6 months on JournoReach. 6 publications. 1 of them does not sell links at any price. Here is every link, when it landed, and what it is worth.
Thomas Oldham signed up to JournoReach on the monthly plan and let it run. He runs an SEO agency, so he knew exactly what these placements were worth before the first one landed.
Every link below is an editorial quote naming him as the founder of WebMotion Media. Not a directory listing. Not a paid guest post. A journalist chose to quote him and wrote the sentence themselves. Click any of them.
| Publication | DR | Link | Comparable Value |
|---|---|---|---|
| blog.hubspot.com 4,274,842 monthly readers | 93 | Dofollow | $2,000* |
| goodfirms.co 165,069 monthly readers | 86 | Dofollow | $1,200 |
| blog.coupler.io 44,200 monthly readers | 79 | Nofollow | $700 |
| gjsentinel.com 10,998 monthly readers | 73 | Dofollow | $800 |
| position.digital 2,517 monthly readers | 70 | Dofollow | $800 |
| slidebazaar.com 9,208 monthly readers | 57 | Nofollow | $300 |
| What the 6 would cost you | $5,800 |
* HubSpot does not sell links. There is no rate card and no package, so $2,000 is a floor rather than a price. It is what a comparable DR 93 editorial placement would cost if one were on the market, and it is deliberately conservative.
Every other link is priced against what buyers pay for a comparable editorial link at that Domain Rating, minus $100 where the link is nofollow.
4 dofollow, 2 nofollow, 6 domains, 7 placements. We show the nofollow ones because hiding them would insult anyone who can run an Ahrefs export. A nofollow mention on a DR 79 blog does not pass link equity, but it is still a real editorial mention on a site buyers, journalists and search engines can all find.
Every link is live and sitting in the Ahrefs index. Click one, or paste it into Site Explorer and check the anchor text, the dofollow status and the first seen date against the table.
Most case studies delete this part. We are leaving it in, because if you sign up expecting a link in week 2 you will quit before the thing works.
The first link took 60 days. The last four arrived inside 8 weeks. By spring, journalists were seeing a name they had been receiving pitches from since January, and that only works because the pitches kept going out through the 2 months when nothing appeared to be happening.
Nobody sent these publications a paragraph to paste. A writer asked a question and used the answer.
3 publications, 3 subjects, 1 founder. This is what you are buying. Not a link in a footer, an answer a journalist decided was worth printing.
A $300 to $500 link works like this. Someone emails a blog owner, sends a bank transfer, and a guest post goes live on a DR 40 site with no readers. That market is real, and it is most of what agencies sell.
HubSpot does not participate in it. There is no rate card, no email address that takes the money, no package. The blog does 4.25 million visits a month and the writers quote whoever they think is worth quoting. That is why the $2,000 in the table carries an asterisk. It is a floor for what that tier of placement is worth, not a price, because no price exists.
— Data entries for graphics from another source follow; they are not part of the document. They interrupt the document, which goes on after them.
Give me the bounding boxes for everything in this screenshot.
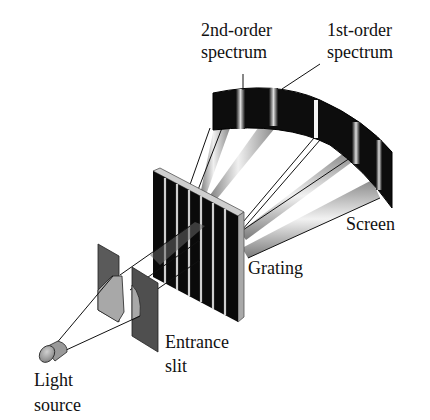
aperture-plate	[98, 244, 124, 322]
label-light-source-line1: Light	[34, 370, 73, 390]
leader-1st-order	[282, 64, 320, 89]
diagram-canvas	[0, 0, 430, 420]
spectrum-line-1st-a	[352, 122, 360, 164]
spectrum-line-2nd-b	[269, 88, 278, 126]
light-source	[36, 341, 67, 365]
label-entrance-slit-line1: Entrance	[165, 332, 229, 352]
entrance-slit	[132, 267, 158, 352]
light-cone	[55, 276, 140, 351]
spectrum-line-2nd-a	[236, 89, 245, 129]
label-1st-order-line1: 1st-order	[327, 20, 392, 40]
label-1st-order-line2: spectrum	[327, 42, 393, 62]
label-entrance-slit-line2: slit	[165, 356, 187, 376]
spectrum-line-1st-b	[376, 140, 382, 190]
spectrum-line-center	[314, 100, 318, 138]
label-2nd-order-line1: 2nd-order	[201, 20, 272, 40]
grating	[150, 168, 244, 322]
label-2nd-order-line2: spectrum	[201, 42, 267, 62]
label-light-source-line2: source	[34, 395, 81, 415]
label-grating: Grating	[248, 258, 303, 278]
label-screen: Screen	[346, 214, 395, 234]
spectrometer-diagram: 2nd-order spectrum 1st-order spectrum Sc…	[0, 0, 430, 420]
On the 6th of May a HubSpot writer was working on a piece about marketing techniques, wanted a founder who understood financial controls, and used Thomas Oldham of WebMotion Media. He was in front of her because JournoReach had been pitching on his behalf for 4 months by then.
Nobody sells that placement. The way in is to already be in front of the writer on the day she needs a quote.
He paid $594. At market rates the 6 placements come to about $5,800, and that figure is conservative because the biggest one is not sold at any price. He runs an SEO agency and could have chased every one of these himself. The 150 hours were worth more to him than the $594.
Thomas did not get a placement in week 2. His first one took about 60 days, and then 6 landed across the campaign.
That is normal for journalist outreach. You are not buying an instant backlink. You are putting your name in front of writers until the right request meets the right answer, which is exactly why the time to start is before you need it.
Free trial. No credit card. 15 pitches free.